With California approaching a key COVID-19 vaccine milestone, Governor Gavin Newsom said Wednesday that business restrictions could be loosened for restaurants and amusement parks as early as this weekend in the state’s largest counties.
From a vaccination clinic in Los Angeles County, Newsom told reporters the state by Friday would clear a goal of administering 2 million doses to people from the state’s poorest and most vulnerable ZIP codes.
Once the equity target Newsom set last week is met, the state will ease the criteria of its tiered-reopening framework and make it possible for counties like L.A., San Diego, Orange, and Sacramento to resume indoor dining, professional sports, and further school reopening efforts.
Citing a sustained drop in new infections and hospitalizations, Newsom said the Golden State is finally in a position to jumpstart its economic rebound stymied by a harrowing past three months of its pandemic fight.
“We’re in a completely different place than we were six and eight weeks ago,” Newsom said. “L.A. will be the big beneficiary of this new metric that likely will be met by Friday.”
The Democratic governor said he hopes Southern California residents will be excited about the loosened controls and that more relief is headed to other parts of the state during next week’s pandemic update.
The announcement comes as California continues to see encouraging pandemic trends and more school reopenings.

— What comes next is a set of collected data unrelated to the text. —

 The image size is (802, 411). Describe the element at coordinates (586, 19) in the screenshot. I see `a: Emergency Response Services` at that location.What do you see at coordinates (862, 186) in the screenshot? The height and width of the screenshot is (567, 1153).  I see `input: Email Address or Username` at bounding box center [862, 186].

At the height of the pandemic, the state saw more than 50,000 new cases daily with a double-digit positivity rate, but on Wednesday counties reported a total of 6,400 infections and a combined 2.3% rate. The improvement has meanwhile coincided with a rush of vaccines, as the state has now administered nearly 11 million doses since December.
And after a year of shuttered classrooms, Newsom claimed more than 8,000 schools have either reopened for in-person instruction or have scheduled reopening dates. The figure includes the state’s largest school district Los Angeles Unified, which reached a tentative deal with its teachers union late Tuesday to resume classes on a hybrid model next month.

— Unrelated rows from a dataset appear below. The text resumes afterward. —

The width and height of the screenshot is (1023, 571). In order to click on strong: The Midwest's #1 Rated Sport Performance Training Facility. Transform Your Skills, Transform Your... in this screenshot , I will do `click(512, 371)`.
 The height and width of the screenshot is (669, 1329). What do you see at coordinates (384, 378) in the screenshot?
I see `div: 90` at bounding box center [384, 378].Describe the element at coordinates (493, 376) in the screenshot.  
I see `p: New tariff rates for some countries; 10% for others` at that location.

A classroom at Live Oak Elementary School.
“As we have both stated for some time, the right way to reopen schools must include the highest standard of Covid safety in schools, continued reduction of the virus in the communities we serve, and access to vaccinations for school staff,” the district and its teachers union said in a statement late Tuesday. “This agreement achieves that shared set of goals.”

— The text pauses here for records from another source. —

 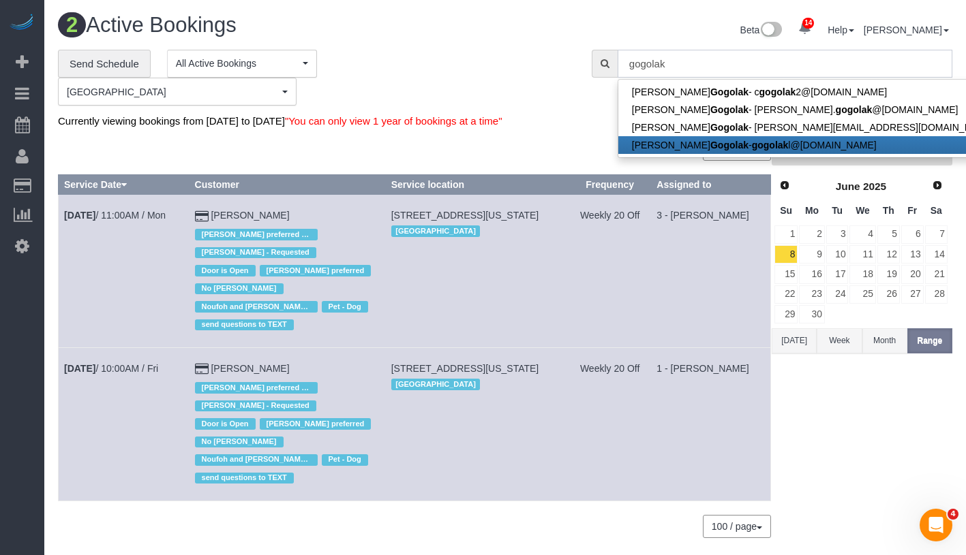 I want to click on a: 12, so click(x=888, y=254).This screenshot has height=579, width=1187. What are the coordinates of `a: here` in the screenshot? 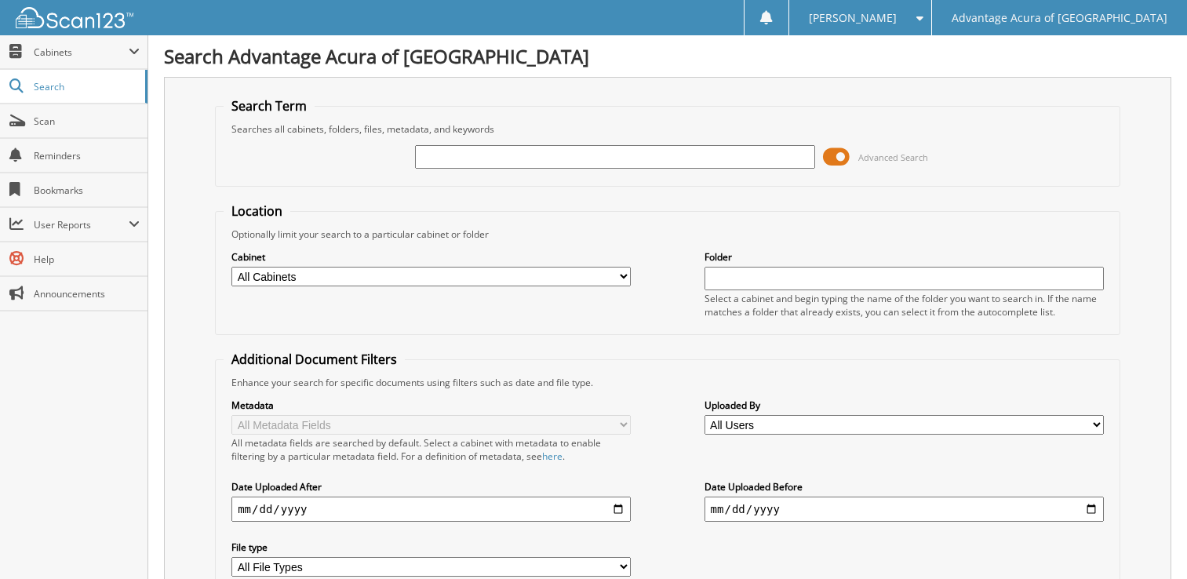 It's located at (552, 456).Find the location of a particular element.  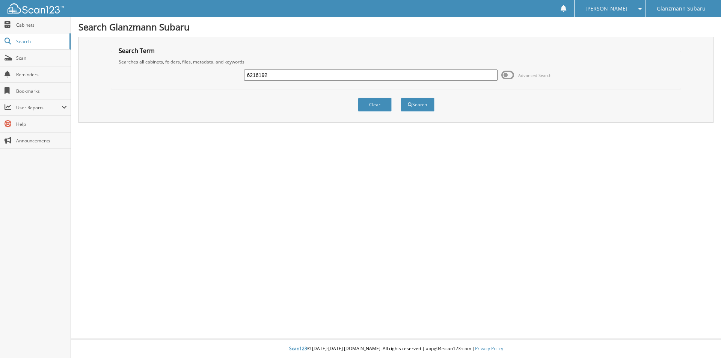

a: Privacy Policy is located at coordinates (489, 348).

Newsom applauded the deal and said he hopes California’s more than 1,000 school districts and accompanying teachers unions will take advantage of the $6.6 billion stimulus recently approved by the Legislature, and consider extending the school year to make up for lost time.
“This is real progress and it’s very encouraging,” said the father of four school-aged children.
One night after giving a primetime State of the State address that could have been confused for a campaign speech, the governor facing a likely recall election continued to paint a rosy future for the nation’s largest state and its economy.
“I said it last night, we’re determined and resilient — this state’s poised for an incredible recovery,” said Newsom, adding that he was particularly confident in the hospitality industry’s ability to bounce back from the mandated closures.
Newsom’s optimism was echoed Wednesday by economists at UCLA who predicted the speed of California’s economic recovery in coming months will outpace the rest of the nation.
The quarterly economic forecast by UCLA’s Anderson School of Management says employment growth will likely start slow in California due to the severity of its pandemic orders, but will skyrocket once Newsom finally gives the green light. The forecast predicts the country and state’s recovery could outpace that of the Great Recession.
The outlook predicts California’s monthly unemployment — which peaked at a record 16.4% this past May — will average around 7% in 2021 and plummet to nearly pre-pandemic levels by the end of 2023.
Both the UCLA economists and Newsom acknowledged the state’s recovery continues to hinge on how fast the state of 40 million can get fully vaccinated.
While the state’s three-week allotment from the federal government remains flat, Newsom said vaccine supply could “flood” into California over the next two months. He claimed supply is the only thing holding the state back and that it could wipe out its entire weekly supply in less than a day.
“We’re still in a constrained environment, but things really start to move next month and the month after,” Newsom said.